Experimental drugs and other treatments may be prescribed for patients who are not informed that the full effects of their treatment are not known and who are not asked for their consent to take part in an experiment. Such patients are generally those who can be most easily pressured into accepting unknown and in some cases unwanted treatments, such as the poor and uneducated. Reports of unethical experimentation have been made particularly with regard to contraceptive methods and methods of induced abortion.

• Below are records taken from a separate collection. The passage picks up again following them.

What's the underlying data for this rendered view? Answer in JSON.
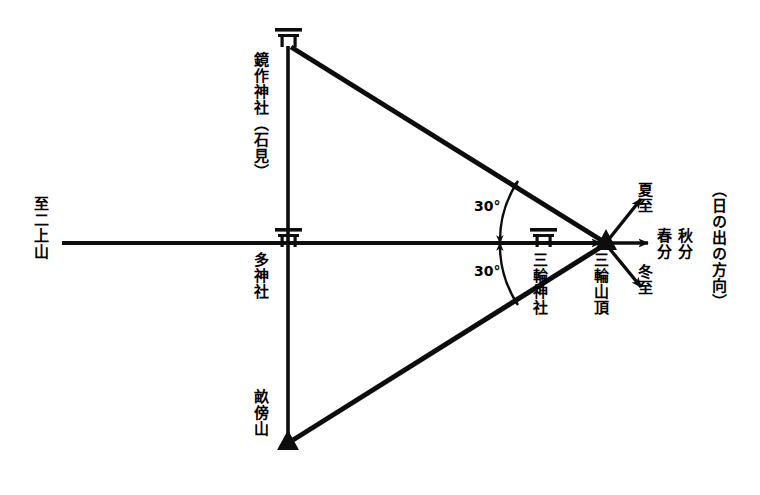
{
  "diagram": {
    "description_domain": "japanese-shrine-solar-alignment-diagram",
    "nodes": [
      {
        "id": "kagamitsukuri",
        "label": "鏡作神社（石見）",
        "marker": "torii-icon",
        "x": 288,
        "y": 43
      },
      {
        "id": "oo-jinja",
        "label": "多神社",
        "marker": "torii-icon",
        "x": 288,
        "y": 243
      },
      {
        "id": "unebiyama",
        "label": "畝傍山",
        "marker": "mountain-triangle-icon",
        "x": 288,
        "y": 443
      },
      {
        "id": "miwa-jinja",
        "label": "三輪神社",
        "marker": "torii-icon",
        "x": 543,
        "y": 243
      },
      {
        "id": "miwa-santyou",
        "label": "三輪山頂",
        "marker": "mountain-triangle-icon",
        "x": 606,
        "y": 243
      }
    ],
    "edge_label_left": "至二上山",
    "angles": [
      {
        "id": "angle-upper",
        "value": "30°",
        "x": 478,
        "y": 205
      },
      {
        "id": "angle-lower",
        "value": "30°",
        "x": 478,
        "y": 270
      }
    ],
    "solar_directions": [
      {
        "id": "geshi",
        "label": "夏至",
        "meaning": "summer-solstice"
      },
      {
        "id": "shunbun",
        "label": "春分",
        "meaning": "vernal-equinox"
      },
      {
        "id": "shuubun",
        "label": "秋分",
        "meaning": "autumnal-equinox"
      },
      {
        "id": "touji",
        "label": "冬至",
        "meaning": "winter-solstice"
      }
    ],
    "sunrise_caption": "（日の出の方向）",
    "colors": {
      "ink": "#0d0d0d",
      "background": "#ffffff"
    }
  }
}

IG Farben, Germany's largest chemical cartel, participated in the operation of the Auschwitz concentration camp. Survivors allege that the chemical cartel conducted lethal experiments on the prisoners. The manner in which chemical cartel officials allegedly availed themselves of state permission to conduct unethical experiments on unwilling human subjects brings into question the role of the state in authorizing ongoing experimentation on the public, e.g. state-sponsored determinations of "acceptable levels" of human deaths and illnesses from exposure to "acceptable doses" of chemical contaminants.
In 1996, the US government permitted researchers to include patients in medical experiments without requiring their consent. The patients must have a life-threatening condition, be unable to indicate whether they wish to be part of a study, and have no relatives whom it is possible to ask for consent. The experiments must be approved by the Food and Drug Administration.
The now infamous Tuskegee syphilis experiment in Alabama, was conducted on around 600 poor rural black men by the US Public Health Service. The experiments begun in 1932, and continued for 40 years, until the news finally broke in 1972 in the national press.
All but one of eighteen hospital patients knew they were being injected with low-level plutonium by US government researchers after the element was first produced by the Manhatten Project in the 1940s.
Permission to experiment on people without their consent reopens the door to Nazi Germany style experiments and involves repealing one of the Nuremburg Code principles.
Doctors claim that the severely injured patients in these studies would want to receive the test medical treatments if they could only talk, as the treatments usually represent the only remaining way to prolong their life.